AZ-204 Developing Solutions for Microsoft Azure Exam
You can develop, but can you develop for the cloud? Harness your development skills and learn how to create robust solutions for Microsoft Azure, aiming for your Microsoft Certified: Azure Developer Associate certification!
Practice Test

Practice Test

Implement solutions that interact with Microsoft Graph
Configure Authentication and Authorization with Microsoft Graph
When you build solutions that call Microsoft Graph, you start by registering an app in Azure AD. This registration gives your app an application (client) ID and allows it to use OAuth 2.0 flows. There are two main modes: interactive, where an administrator signs in and approves each call, and automated, where the app uses the client credentials grant to run without user input. Automated mode uses a service account so your code can manage Azure AD resources like users and groups on its own.
To give your app the right level of access, you add application permissions under API permissions in the Azure portal. After you select Microsoft Graph and choose Application permissions, you pick only the rights your app needs. Common permissions include:
- User.ReadWrite.All to create, read, update, and delete all users
- Group.ReadWrite.All to manage groups and memberships
- AuditLog.Read.All to view audit and activity logs
- Policy.ReadWrite.TrustFramework for deploying custom policies
Once you choose permissions, click Grant admin consent to approve them for your tenant.
Your app also needs a client secret or certificate to prove its identity when it requests tokens. You create a secret under Certificates & secrets and then securely store its value. It’s best to use Azure Key Vault or managed identities to keep secrets safe and rotated. If you also need to update user passwords, assign the User Administrator role in Azure AD to your app.
Follow these best practices to keep your Graph integration secure:
- Use OAuth 2.0 flows like the client credentials grant for server or daemon apps
- Leverage the Microsoft Authentication Library (MSAL) instead of hand-coding authentication logic
- Request the least privilege permissions and rotate secrets regularly
- Let your backend APIs validate tokens rather than parsing them in client code
Finally, make sure your solution offers a smooth end-user experience and is well tested. Try silent token acquisition before prompting users to sign in, and use incremental consent when you need new scopes. Implement a clean single sign-out so users aren’t accidentally left signed in. Test your flows under different Conditional Access policies and account types to see how your app handles errors and consent screens.
Conclusion
In this section, you learned how to register a Microsoft Graph app in Azure AD and choose between interactive or automated modes. You saw how to grant application permissions, create and secure a client secret, and assign roles for specific tasks. You also covered key best practices like using MSAL, limiting permissions, and rotating secrets. Finally, you explored how to improve the user experience with silent token acquisition, incremental consent, and solid testing under various scenarios. Together, these steps ensure your solutions can call Microsoft Graph securely and reliably.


TRY IT -
Count the lines in the entries that contain "legend". Say the number and nothing more.

+++ GIVEN DATA

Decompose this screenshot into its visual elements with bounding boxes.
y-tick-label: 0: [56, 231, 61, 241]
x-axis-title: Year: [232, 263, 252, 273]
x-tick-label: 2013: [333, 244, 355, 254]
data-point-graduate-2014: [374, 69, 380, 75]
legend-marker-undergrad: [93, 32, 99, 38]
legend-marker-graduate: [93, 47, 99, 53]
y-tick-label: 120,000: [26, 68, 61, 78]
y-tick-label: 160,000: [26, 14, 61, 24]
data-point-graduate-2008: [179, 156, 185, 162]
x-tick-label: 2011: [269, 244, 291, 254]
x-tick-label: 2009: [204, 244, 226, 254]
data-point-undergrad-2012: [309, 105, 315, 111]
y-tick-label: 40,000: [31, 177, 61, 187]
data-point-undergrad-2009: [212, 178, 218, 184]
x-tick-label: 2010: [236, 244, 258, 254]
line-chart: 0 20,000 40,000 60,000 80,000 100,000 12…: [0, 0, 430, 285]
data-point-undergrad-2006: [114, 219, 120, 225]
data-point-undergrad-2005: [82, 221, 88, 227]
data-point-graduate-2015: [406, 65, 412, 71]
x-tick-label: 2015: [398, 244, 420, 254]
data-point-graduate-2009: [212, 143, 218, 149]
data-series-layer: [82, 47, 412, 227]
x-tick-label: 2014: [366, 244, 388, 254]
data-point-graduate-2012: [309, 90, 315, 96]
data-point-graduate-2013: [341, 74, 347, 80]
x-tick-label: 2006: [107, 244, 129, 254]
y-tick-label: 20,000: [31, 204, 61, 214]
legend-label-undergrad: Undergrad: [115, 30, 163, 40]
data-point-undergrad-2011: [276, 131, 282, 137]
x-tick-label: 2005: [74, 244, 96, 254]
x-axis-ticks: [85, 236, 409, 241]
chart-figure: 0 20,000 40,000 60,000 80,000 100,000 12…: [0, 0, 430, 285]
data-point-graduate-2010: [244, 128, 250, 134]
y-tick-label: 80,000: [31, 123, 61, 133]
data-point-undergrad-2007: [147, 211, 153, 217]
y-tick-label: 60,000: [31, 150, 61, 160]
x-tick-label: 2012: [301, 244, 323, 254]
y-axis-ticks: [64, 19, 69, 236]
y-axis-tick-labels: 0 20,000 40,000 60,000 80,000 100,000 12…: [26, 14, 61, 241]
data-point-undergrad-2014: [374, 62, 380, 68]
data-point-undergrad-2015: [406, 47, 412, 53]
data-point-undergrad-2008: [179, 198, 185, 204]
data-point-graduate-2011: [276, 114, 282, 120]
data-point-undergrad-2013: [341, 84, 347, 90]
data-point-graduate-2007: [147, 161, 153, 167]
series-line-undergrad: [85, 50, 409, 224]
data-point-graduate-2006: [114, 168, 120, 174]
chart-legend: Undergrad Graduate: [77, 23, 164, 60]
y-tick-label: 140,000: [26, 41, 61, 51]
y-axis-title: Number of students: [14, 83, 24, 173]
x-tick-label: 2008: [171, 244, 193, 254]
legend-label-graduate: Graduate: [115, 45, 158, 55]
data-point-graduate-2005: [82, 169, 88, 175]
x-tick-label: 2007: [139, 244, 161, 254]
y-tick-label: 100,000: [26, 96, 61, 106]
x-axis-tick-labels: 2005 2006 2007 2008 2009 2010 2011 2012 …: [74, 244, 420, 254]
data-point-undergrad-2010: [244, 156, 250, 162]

++++++

REPLY TO THE EXERCISE -
5